Session Takeover: When a Second Device Connects to the Same PTY
If you’re connected to a Mac from your iPhone and then open the same connection from your iPad, what happens? The PTY session can only have one active “primary” attachment at a time. TermOnMac handles this with explicit takeover state.
The isTakenOver Flag
Each TerminalSession carries a flag indicating whether it has been taken over by another device:
// ios_remote_dev_ios_app/RemoteDevApp/Models/SessionStore.swift
struct TerminalSession: Identifiable {
let id: String
var name: String
var isReady: Bool = false
// ...
var isTakenOver: Bool = false
}
When set to true, the UI shows that the session is no longer the active receiver of PTY output — another device has taken control.
The onSessionTakenOver Callback
iOSRelayConnection exposes a callback for takeover events:
// ios_remote_dev_ios_app/RemoteDevApp/Network/iOSRelayConnection.swift
var onSessionTakenOver: ((String, Bool) -> Void)? // (sessionId, isTakenOver)
When the Mac informs the iOS that a session was taken over (or release back), this callback fires and the UI updates accordingly.
Reset on Detach
When a session is detached, the takeover flag is cleared:
// ios_remote_dev_ios_app/RemoteDevApp/Models/SessionStore.swift
func detachSession(id: String) {
guard sessions.count > 1,
let idx = sessions.firstIndex(where: { $0.id == id }) else { return }
var session = sessions.remove(at: idx)
session.isTakenOver = false
draftInputTexts.removeValue(forKey: id)
availableSessions.append(session)
}
A detached session is no longer “owned” by this device, so it cannot be in a takeover state with respect to this device.
Available Sessions on Reconnect
When the iOS app reconnects after a disconnect, the Mac sends a list of currently available sessions:
var onPtySessions: (([PTYSessionInfo]) -> Void)? // reconnect: session list
The iOS app populates availableSessions with this list. The user can then choose which sessions to attach. Sessions that are currently being viewed by another device may also appear in this list — the user can attach them, which triggers a takeover.
Multiple Devices on the Same Account
The room secret is the authorization, not the device. Multiple iOS devices logged into the same account, with the same room secret, can each attempt to connect to the same room. The relay enforces a single iOS socket per room:
// relay_server/src/room.ts (handleJoin)
// Close old iOS socket if different (allows iOS to reconnect / replace)
if (this.iosSocket && this.iosSocket !== ws) {
console.warn("[room] replacing old iosSocket with new connection");
// Eagerly clean up old socket's storage entries (same rationale as handleRegister)
const oldTags = this.state.getTags(this.iosSocket);
if (oldTags.length > 0) {
await this.state.storage.delete(`role:${oldTags[0]}`);
await this.state.storage.delete(`user:${oldTags[0]}`);
await this.state.storage.delete(`ip:${oldTags[0]}`);
await this.state.storage.delete(`clientRole:${oldTags[0]}`);
}
this.declaredRoleBySocket.delete(this.iosSocket);
try { this.iosSocket.close(4001, "replaced by new connection"); } catch {}
}
this.iosSocket = ws;
The previous iOS socket is closed with code 4001. The replaced iOS app sees a disconnect and (depending on its state) may either show “disconnected” or attempt to reconnect, which would itself trigger another replacement.
This means: at any moment, exactly one Mac and one iOS socket are connected to a given room. Multiple iOS devices on the same account can connect, but only one at a time.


THE TASK
Copy each line of the entries that contains the word "will".

DATA SUPPLIED
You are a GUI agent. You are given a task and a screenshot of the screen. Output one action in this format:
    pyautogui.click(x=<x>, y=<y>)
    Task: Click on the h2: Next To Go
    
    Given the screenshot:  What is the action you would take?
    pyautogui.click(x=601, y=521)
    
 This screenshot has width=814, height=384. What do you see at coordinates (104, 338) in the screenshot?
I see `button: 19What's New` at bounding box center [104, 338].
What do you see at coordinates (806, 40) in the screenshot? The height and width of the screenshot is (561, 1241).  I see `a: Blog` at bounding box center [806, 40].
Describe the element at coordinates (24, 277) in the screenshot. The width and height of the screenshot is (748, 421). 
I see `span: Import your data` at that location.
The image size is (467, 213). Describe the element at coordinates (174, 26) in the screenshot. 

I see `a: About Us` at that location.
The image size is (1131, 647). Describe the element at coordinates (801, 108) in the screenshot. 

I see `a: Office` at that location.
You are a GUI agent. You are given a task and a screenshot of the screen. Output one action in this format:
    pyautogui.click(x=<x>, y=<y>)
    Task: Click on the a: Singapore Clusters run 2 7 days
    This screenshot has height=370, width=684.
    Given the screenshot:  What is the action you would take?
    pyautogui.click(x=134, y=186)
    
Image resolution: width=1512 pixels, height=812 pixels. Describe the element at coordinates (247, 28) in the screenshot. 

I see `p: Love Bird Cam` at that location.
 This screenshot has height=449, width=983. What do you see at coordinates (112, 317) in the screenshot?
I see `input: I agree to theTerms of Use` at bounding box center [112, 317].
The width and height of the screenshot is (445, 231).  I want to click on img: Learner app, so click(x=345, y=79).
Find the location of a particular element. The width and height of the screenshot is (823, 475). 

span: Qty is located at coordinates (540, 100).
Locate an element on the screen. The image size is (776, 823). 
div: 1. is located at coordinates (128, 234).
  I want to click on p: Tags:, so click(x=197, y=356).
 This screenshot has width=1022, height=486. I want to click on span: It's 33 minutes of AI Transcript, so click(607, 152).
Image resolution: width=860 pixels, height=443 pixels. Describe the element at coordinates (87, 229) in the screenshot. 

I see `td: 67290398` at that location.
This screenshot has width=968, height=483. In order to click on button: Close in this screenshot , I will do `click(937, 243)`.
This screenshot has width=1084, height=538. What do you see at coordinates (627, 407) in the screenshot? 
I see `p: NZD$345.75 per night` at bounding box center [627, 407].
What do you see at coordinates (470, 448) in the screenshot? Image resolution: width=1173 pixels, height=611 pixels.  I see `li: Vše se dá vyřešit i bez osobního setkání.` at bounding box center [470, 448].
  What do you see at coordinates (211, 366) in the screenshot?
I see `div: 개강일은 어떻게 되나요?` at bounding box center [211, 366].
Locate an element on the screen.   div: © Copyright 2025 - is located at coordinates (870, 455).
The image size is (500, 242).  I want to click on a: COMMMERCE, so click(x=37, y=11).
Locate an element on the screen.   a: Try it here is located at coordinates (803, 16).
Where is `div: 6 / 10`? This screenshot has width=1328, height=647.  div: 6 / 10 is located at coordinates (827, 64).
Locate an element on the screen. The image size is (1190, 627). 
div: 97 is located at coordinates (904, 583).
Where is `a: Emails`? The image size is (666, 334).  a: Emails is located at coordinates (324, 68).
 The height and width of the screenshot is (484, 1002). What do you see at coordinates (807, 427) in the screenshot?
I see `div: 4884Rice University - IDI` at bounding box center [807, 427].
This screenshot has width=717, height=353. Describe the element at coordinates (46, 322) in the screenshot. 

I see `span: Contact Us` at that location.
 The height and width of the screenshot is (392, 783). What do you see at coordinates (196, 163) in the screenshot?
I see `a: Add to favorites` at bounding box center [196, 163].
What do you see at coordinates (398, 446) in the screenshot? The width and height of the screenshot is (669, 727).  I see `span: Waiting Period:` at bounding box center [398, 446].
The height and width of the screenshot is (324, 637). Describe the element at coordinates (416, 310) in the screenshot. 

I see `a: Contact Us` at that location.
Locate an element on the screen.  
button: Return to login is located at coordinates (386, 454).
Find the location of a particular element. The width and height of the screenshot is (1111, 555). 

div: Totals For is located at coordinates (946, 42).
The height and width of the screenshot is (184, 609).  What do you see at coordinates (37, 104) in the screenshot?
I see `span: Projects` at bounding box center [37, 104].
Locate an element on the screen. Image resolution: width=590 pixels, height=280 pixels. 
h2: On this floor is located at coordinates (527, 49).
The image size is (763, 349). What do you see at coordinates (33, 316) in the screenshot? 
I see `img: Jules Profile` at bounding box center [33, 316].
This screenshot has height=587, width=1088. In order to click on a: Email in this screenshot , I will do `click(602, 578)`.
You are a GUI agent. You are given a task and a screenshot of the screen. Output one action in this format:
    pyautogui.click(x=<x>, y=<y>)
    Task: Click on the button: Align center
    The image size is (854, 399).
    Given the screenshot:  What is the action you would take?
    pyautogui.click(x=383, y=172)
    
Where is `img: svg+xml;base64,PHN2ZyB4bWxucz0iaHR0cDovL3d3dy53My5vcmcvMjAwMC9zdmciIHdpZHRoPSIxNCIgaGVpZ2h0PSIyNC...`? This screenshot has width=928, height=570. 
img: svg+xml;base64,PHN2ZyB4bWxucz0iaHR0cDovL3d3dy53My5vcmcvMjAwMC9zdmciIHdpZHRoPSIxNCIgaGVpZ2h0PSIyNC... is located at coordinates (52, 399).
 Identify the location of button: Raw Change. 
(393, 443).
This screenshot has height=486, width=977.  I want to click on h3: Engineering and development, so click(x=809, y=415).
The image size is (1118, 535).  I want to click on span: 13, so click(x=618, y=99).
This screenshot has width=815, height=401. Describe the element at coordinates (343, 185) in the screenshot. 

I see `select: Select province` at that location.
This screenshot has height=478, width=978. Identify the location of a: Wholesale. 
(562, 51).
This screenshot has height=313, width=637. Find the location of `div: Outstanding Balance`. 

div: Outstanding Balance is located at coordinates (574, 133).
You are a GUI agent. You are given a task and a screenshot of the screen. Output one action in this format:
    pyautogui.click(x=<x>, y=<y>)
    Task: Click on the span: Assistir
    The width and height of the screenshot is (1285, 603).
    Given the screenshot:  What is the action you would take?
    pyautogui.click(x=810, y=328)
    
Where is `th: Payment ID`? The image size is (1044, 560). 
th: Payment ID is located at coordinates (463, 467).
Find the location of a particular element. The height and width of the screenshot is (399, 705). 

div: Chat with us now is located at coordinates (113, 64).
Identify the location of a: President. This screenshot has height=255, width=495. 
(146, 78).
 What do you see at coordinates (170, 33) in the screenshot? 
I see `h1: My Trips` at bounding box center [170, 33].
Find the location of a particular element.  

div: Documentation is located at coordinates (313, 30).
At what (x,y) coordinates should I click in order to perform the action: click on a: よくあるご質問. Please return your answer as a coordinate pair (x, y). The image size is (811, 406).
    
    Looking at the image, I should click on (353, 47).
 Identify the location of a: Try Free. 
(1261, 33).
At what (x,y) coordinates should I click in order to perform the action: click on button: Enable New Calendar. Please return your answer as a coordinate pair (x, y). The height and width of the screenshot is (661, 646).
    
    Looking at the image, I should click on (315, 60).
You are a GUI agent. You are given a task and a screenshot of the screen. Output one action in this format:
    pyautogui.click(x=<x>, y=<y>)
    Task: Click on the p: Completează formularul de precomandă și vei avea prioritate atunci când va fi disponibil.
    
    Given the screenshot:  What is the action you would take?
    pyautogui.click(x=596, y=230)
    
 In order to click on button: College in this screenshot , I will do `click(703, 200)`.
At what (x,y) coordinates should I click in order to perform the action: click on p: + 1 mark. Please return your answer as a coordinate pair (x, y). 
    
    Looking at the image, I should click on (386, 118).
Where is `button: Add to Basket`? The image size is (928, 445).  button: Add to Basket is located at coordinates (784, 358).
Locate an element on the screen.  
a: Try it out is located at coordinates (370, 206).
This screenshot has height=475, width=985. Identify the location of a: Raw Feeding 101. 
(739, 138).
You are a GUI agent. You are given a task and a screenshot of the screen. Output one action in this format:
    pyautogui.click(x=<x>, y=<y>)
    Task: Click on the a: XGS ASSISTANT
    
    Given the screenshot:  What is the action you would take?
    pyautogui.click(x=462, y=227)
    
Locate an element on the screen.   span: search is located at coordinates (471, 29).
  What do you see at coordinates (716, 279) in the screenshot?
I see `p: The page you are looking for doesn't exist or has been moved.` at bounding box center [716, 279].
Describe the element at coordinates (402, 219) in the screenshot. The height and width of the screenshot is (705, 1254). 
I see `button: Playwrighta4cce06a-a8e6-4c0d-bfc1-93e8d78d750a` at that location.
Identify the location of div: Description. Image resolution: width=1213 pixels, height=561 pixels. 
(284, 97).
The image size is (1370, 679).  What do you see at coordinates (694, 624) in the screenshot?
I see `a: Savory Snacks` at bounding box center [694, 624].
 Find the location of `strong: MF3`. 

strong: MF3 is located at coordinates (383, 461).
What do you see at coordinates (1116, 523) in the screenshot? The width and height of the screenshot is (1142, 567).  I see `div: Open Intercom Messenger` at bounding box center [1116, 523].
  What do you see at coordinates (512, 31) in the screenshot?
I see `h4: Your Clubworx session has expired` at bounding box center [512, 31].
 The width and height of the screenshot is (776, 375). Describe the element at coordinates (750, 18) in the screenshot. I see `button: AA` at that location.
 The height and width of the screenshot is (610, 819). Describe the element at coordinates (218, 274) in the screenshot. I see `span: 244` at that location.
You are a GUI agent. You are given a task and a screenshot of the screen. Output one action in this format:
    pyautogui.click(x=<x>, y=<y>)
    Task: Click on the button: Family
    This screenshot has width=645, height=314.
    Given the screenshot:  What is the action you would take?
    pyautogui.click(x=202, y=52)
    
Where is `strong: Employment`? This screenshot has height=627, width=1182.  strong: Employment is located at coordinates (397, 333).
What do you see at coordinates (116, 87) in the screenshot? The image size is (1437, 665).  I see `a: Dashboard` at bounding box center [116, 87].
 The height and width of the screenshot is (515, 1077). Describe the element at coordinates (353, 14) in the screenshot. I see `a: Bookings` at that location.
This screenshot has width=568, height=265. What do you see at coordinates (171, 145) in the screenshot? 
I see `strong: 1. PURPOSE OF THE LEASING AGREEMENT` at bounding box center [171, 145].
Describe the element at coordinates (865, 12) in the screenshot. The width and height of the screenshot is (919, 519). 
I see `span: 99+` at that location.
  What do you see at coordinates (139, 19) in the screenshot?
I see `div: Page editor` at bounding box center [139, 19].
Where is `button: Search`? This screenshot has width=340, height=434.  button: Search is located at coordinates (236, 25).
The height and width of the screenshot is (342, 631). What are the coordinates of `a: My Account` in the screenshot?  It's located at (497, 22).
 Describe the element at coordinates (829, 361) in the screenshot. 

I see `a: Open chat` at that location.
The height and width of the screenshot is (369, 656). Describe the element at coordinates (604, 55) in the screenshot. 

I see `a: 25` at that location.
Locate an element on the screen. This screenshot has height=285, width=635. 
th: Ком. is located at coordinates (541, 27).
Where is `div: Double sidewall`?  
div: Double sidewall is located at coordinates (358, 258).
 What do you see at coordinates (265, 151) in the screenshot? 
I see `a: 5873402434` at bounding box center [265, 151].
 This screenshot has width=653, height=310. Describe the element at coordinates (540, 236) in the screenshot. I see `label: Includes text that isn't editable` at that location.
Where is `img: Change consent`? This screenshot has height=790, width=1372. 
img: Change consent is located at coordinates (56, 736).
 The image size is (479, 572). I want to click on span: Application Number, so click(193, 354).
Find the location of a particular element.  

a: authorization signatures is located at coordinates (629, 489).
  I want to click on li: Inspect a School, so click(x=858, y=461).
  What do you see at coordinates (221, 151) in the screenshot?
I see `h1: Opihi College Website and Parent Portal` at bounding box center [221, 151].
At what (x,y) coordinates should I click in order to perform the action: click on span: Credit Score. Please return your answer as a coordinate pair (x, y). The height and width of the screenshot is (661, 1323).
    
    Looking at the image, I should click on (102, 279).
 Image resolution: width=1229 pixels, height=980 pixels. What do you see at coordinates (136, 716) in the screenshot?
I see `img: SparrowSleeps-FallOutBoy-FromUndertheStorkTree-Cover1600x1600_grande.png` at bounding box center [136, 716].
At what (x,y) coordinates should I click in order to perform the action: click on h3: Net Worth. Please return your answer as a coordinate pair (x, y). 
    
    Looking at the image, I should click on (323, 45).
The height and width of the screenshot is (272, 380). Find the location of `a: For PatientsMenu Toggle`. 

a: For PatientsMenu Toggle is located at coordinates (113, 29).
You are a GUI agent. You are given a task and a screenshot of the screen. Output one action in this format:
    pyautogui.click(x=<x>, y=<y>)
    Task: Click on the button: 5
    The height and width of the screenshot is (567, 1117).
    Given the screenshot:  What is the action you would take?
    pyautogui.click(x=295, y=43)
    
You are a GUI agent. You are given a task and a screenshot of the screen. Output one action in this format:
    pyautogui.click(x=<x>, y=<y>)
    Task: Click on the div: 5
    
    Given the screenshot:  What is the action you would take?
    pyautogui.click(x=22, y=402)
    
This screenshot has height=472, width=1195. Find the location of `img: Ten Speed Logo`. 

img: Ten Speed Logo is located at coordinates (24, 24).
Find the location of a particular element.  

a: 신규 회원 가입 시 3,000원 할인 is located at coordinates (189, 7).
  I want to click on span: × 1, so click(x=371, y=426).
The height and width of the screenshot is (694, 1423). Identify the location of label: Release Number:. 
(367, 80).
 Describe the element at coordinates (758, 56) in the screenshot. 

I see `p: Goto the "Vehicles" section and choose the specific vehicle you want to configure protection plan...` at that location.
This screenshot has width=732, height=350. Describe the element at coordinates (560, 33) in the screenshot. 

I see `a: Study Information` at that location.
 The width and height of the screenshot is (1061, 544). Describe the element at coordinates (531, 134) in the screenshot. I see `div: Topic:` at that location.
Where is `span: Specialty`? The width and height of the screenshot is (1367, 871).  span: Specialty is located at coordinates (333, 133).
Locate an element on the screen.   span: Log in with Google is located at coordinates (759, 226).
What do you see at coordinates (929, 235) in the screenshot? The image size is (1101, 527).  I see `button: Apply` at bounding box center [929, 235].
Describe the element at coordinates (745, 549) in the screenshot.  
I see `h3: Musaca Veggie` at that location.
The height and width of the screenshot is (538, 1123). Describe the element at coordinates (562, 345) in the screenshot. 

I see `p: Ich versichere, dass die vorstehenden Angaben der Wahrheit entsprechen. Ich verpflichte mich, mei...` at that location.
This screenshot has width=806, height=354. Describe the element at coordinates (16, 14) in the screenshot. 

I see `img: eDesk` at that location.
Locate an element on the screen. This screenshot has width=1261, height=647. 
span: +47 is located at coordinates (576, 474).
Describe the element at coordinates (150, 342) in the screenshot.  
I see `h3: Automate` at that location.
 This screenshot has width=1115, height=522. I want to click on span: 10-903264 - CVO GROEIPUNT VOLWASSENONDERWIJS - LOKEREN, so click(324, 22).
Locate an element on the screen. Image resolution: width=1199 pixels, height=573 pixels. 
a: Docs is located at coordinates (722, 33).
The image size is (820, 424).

ANSWER TO THIS EXERCISE
This screenshot has width=968, height=483. In order to click on button: Close in this screenshot , I will do `click(937, 243)`.
This screenshot has height=587, width=1088. In order to click on a: Email in this screenshot , I will do `click(602, 578)`.
 In order to click on button: College in this screenshot , I will do `click(703, 200)`.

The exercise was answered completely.